Marcus: You walk into a room in London playing acoustic guitar in 2007, and obviously you’re walking in with all your influences behind your back, right? You’re carrying in all the things that got you to that moment. But at the beginning of the band, I was more inspired by our contemporaries than our predecessors.
Because every night of the week I’d be going to a Noah And The Whale gig, or a Laura Marling gig, or Alan Pownall, or Florence + the Machine, or Adele, or The xx, or Beirut – those were the bands that were exciting me at that time, and they honestly inspired me.
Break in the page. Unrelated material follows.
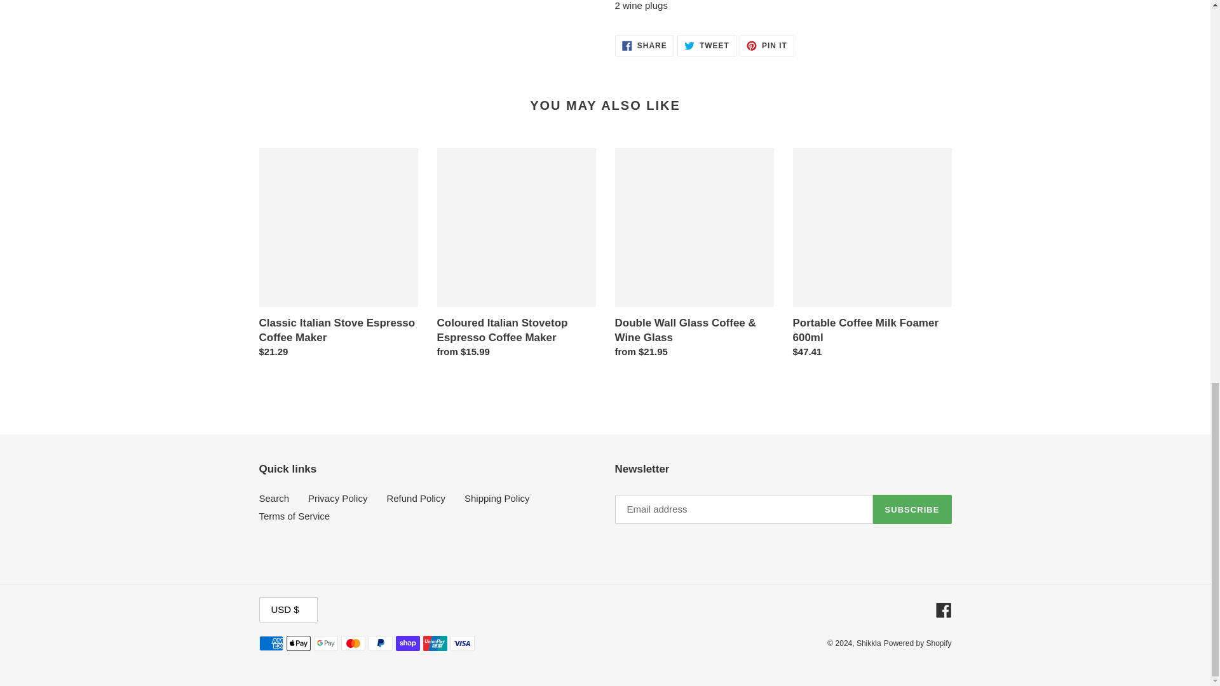 The image size is (1220, 686). I want to click on Shipping Policy, so click(497, 498).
Like, I watched what Laura did every night and I was like, ‘Cool, I want to do that’.
Or how Noah And The Whale made me feel as a band on stage, or how Johnny Flynn & The Sussex Wit made me feel as an audience member. I was like, ‘I want to be able to make people feel what I’m feeling right now in the audience.’ So, I was significantly more inspired by contemporaries at that time.
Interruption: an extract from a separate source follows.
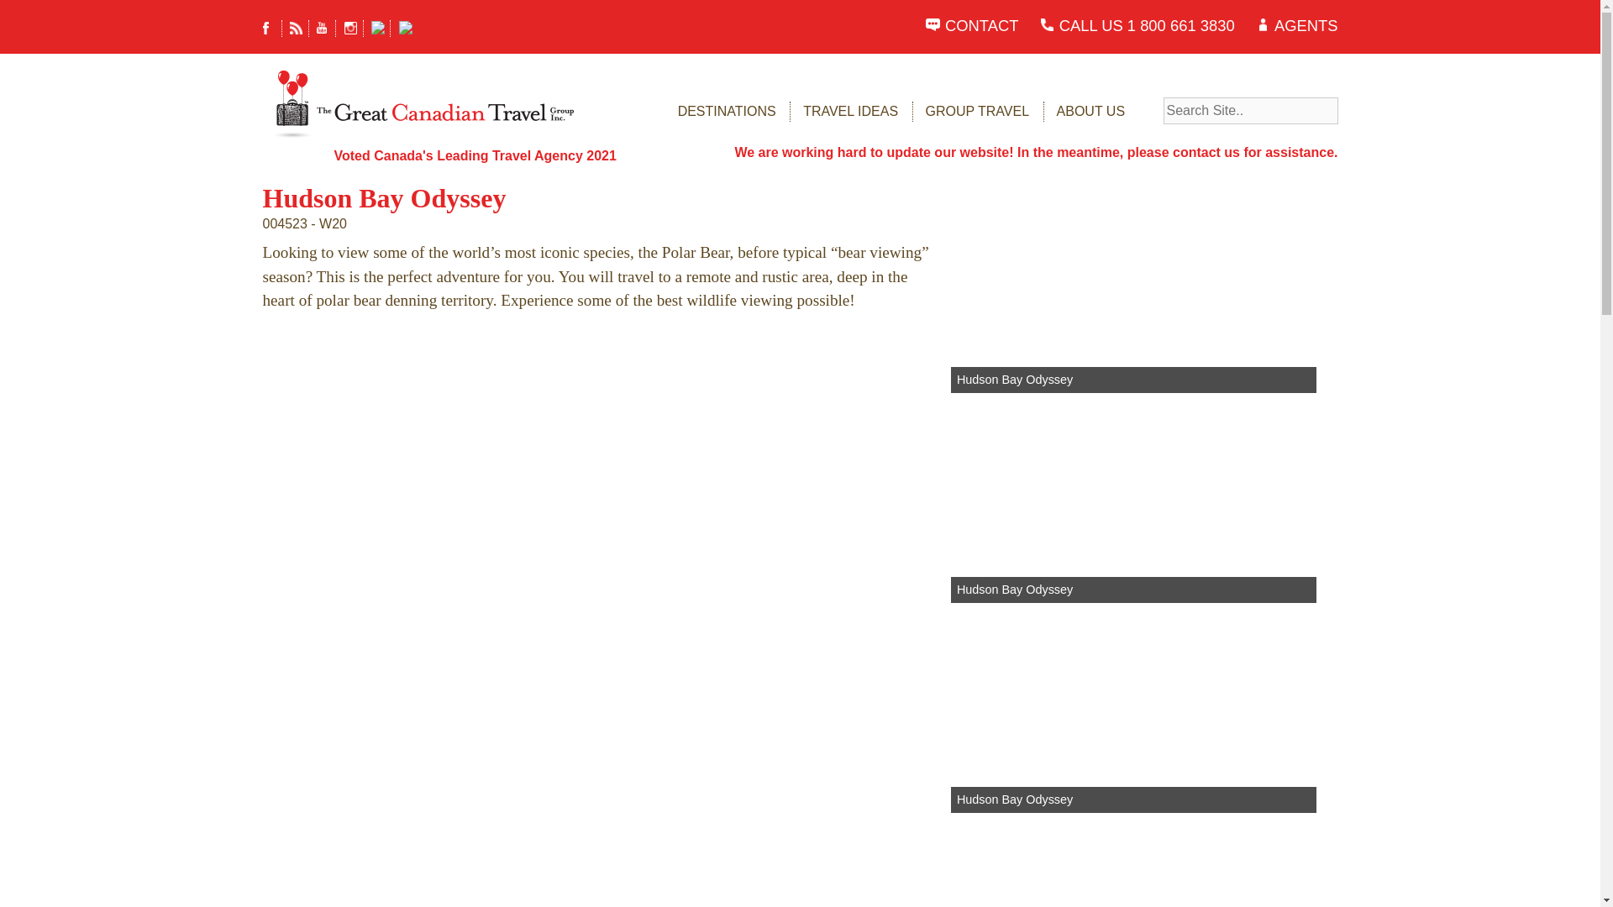  Describe the element at coordinates (1181, 25) in the screenshot. I see `1 800 661 3830` at that location.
And it continues. We’re out here with Sierra Ferrell at the moment. She jumped up onstage with us last night for ‘Here’, which is the first track on Prizefighter, and it was so good. I just wanted to bottle it. As she was walking offstage, I said to her, “Is there any way you would sing another one with us in the encore?” And she was like, “Fuck yeah, dude, I will.”
Then we went out to the B stage, and we did an acoustic version of a song we love, called ‘If I Needed You’. Emmylou Harris and Don Williams did a great version of it, and we sang that together, acoustic and then a cappella. It was honestly one of my favourite moments we’ve ever had on stage. I thought, ‘What a fucking privilege to sing with this woman, who is a generational talent’.
She’s extraordinary, and hers is my favourite live voice on the planet right now. To get to sing with her in front of all these people makes me want to go and play another show. So, for me, it’s a constant cycle of inspiration that you get from just being in community and playing music.
You’ve collaborated a lot on Prizefighter. Is there one person you are still reaching for that you’d love to work with? - Dominic Whelehan, Dublin
Marcus: No, we don’t have a running list of who’s next, nor do we keep a body count. We just take what’s in front of us and run with it, and we get excited about it. We don’t think too far behind or too far ahead. Honestly, we’re pretty present in that way, but there’s no masterlist of people we must check off before either we die or they die.
For Prizefighter, we’d start writing the song then we’d think, ‘Wait, who would fit this creatively? Oh, it’s Gracie [Abrams].’ It’s more like that. It’s what suits the song, rather than, ‘We’ve got to try and shoehorn this person because of this reason’. There’s no A&R involved. We didn’t call the record label saying we’re looking for ideas for collaborations, which is just not our style; people do that, but we didn’t do that.
I called Chris Stapleton, I got his number. I’m just a massive, massive fan. My pipe dream was to get him to sing a verse on ‘Here’, because it has this kind of cowboy swagger to it. I called him, explained the pitch. We were in a fucking dungeon of a venue in Bristol promoting Rushmere, and we set up a little B-rig recording set-up. I had to redo a bunch of my vocals, because Chris Stapleton had just knocked it out of the park.
You have spoken in the past about the influence Irish artists. If you had to curate a music festival featuring Irish artists only from any era, who would be your three headline acts? - David Hughes-Carr, Derry
Marcus: Sinéad O’Connor, U2, Hozier.
Ted: Cormac Begley, three times.
• Mumford & Sons play Marlay Park, Dublin on Sunday, July 5.